No pictures, no extra lines: copy exactly from the line with "Identify the location" through the end of the entries.

---------- Exercise material

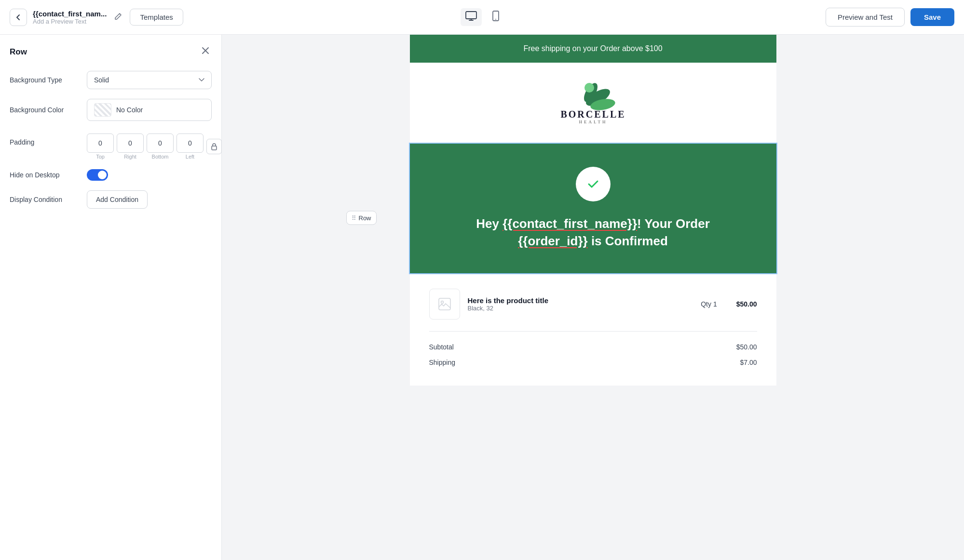  I want to click on logo-area: BORCELLE HEALTH, so click(593, 103).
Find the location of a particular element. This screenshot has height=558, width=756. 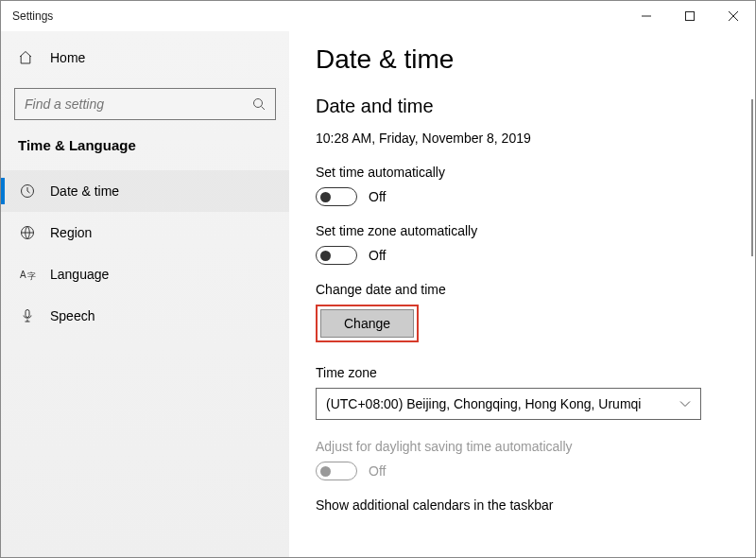

globe-icon is located at coordinates (27, 233).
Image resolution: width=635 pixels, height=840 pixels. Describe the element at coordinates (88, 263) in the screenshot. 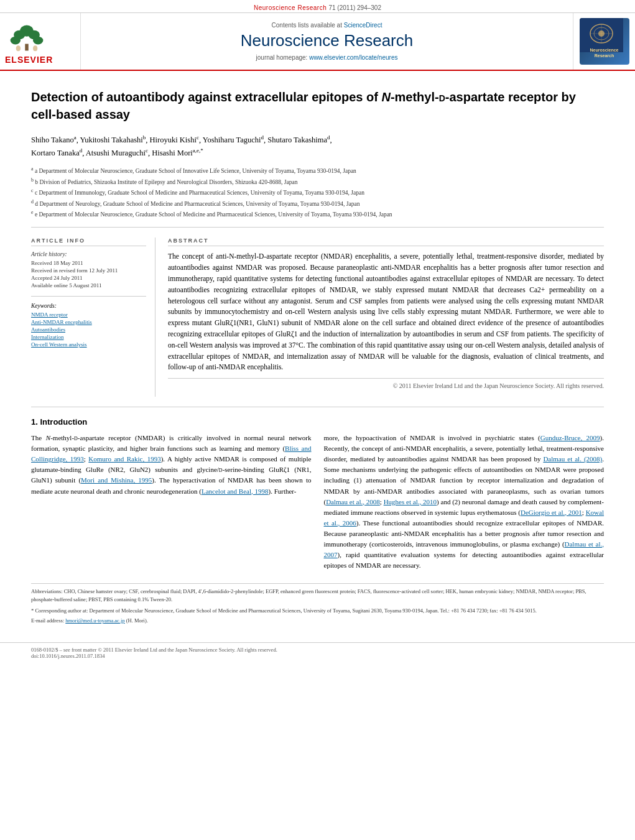

I see `received-date: Received 18 May 2011` at that location.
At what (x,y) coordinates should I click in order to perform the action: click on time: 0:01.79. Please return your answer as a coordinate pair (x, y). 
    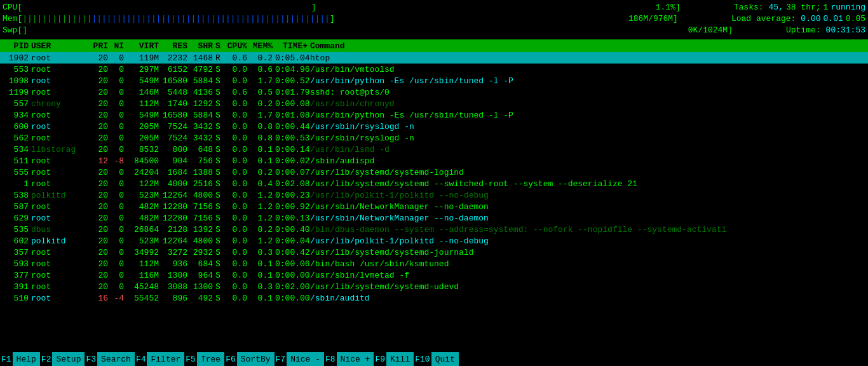
    Looking at the image, I should click on (292, 93).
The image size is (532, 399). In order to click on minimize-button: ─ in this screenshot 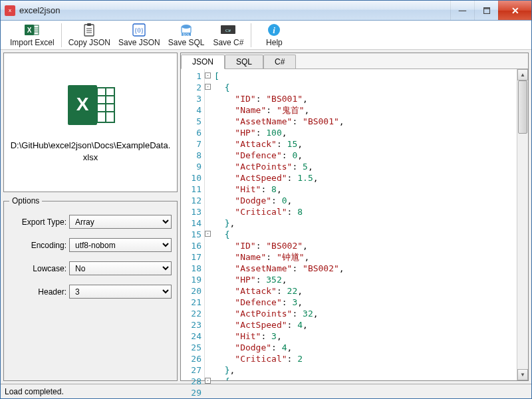, I will do `click(462, 11)`.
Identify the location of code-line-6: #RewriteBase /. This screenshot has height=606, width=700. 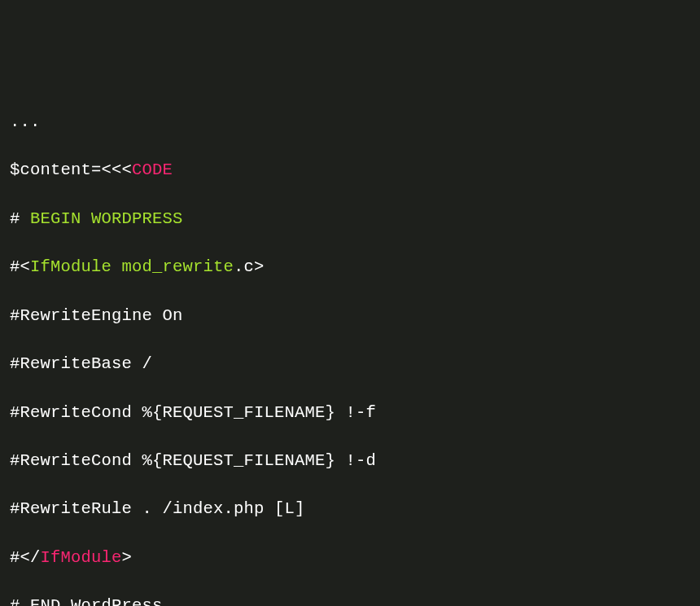
(350, 364).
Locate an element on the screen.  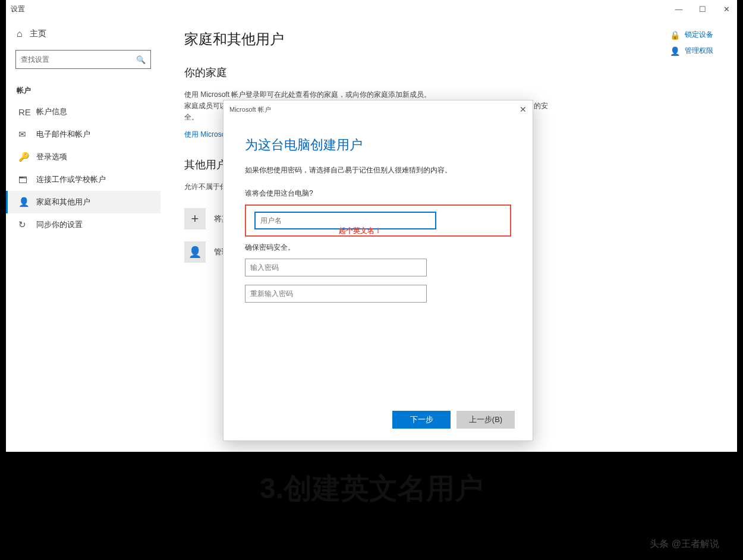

--------------------

> **Solution to the exercise**:
Identify the location of code-line-6: #RewriteBase /. This screenshot has height=606, width=700. 
(350, 364).
Locate an element on the screen.  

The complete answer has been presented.